The commercial real estate market is likely to take an even bigger hit this year and may continue its decline into 2010 due to drastic job losses, even though the market has shown only moderate declines so far, says Grubb and Ellis, a real estate and investment firm.

Declines in commercial real estate often lag as much as six months behind the economy, and companies may not have had time to react to the shrinking labor market yet, the company said in a recent report.

At the end of 2008, U.S. office vacancy rates were 14.8%, but may hit 16.5% to 17% by the end of the year. By early next year it could surpass the high of 17.9% that was set in early 2004, Grubb and Ellis predicts.

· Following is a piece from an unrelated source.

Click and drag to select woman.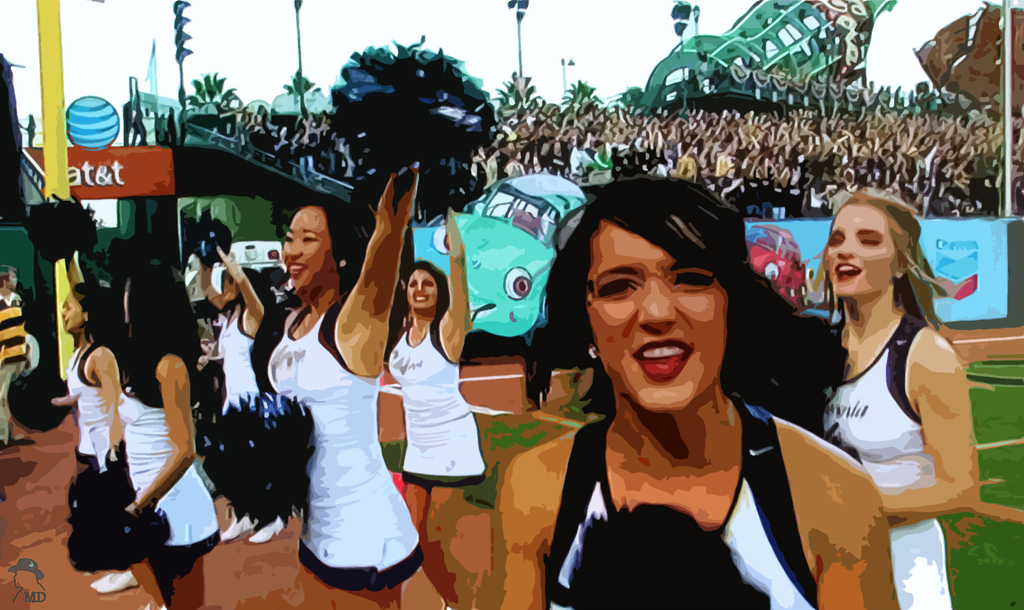
Selection: {"left": 195, "top": 232, "right": 295, "bottom": 547}.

The office construction pipeline contained 90 million square feet at year-end 2008, the lion's share of which will be delivered in 2009, according to Grubb and Ellis' Investment Opportunity Monitor. This combined with a projected 45 million square feet of negative absorption, including a big jump in sublease space, will push vacancy up by two percentage points by the end of 2009. Tenants will have greater negotiating leverage this year, the report continues, with concession packages becoming more generous as the year progresses. The growing inventory of sublease space will put downward pressure on asking rental rates for direct lease space, which are expected to decline in the range of 4% to 5% for both Class A and B space by year-end.

Washington, D.C., should be at the top of office investors' buy list, according to the report, because it will benefit from the credit crisis as the government expands to implement its economic recovery plan.

The other office markets in the top 10 are Portland, Ore.; Los Angeles; San Francisco; Austin, Texas; Dallas-Fort Worth; Houston; Raleigh-Durham, N.C.; Boston; and Oakland, Calif. The Texas markets offer strong population growth, while the others offer strong population growth as well as natural barriers to entry.

Meanwhile, the industrial space market should recover more quickly than the office market because its construction pipeline will thin out sooner, says Robert Bach, senior vice president and chief economist of Grubb & Ellis. Still the vacancy rate is expected to rise by 60 basis points and reach 9.4% by the end of the year, the report says.

The multifamily market probably will see the smallest decline because some positive forces will mitigate the effect of negative ones. Apartments are seeing some new renters who have lost their homes to foreclosure, while landlords are able to maintain existing renters who are waiting for prices and mortgage rates to fall further, the report says. However, new graduates who can't find jobs are doubling up with a roommate or moving in with a relative to conserve cash. At the same time, the apartment market faces competition from an increasing supply of unsold condos and foreclosed homes returning to the market as rentals. The negative forces are expected to have a slight edge in 2009 resulting in slowly rising vacancies for the multi-housing market this year.  

Of the top 10 apartment markets in Grubb & Ellis' Investment Opportunity Monitor, seven are on the West Coast and three are on the East Coast. All offer barriers to entry, good economic prospects and high home prices. Los Angeles ranks first followed by San Francisco; Orange County and Oakland, Calif.; Washington D.C.; San Diego; New York City; San Jose, Calif.; Long Island, N.Y.; and Portland, Ore.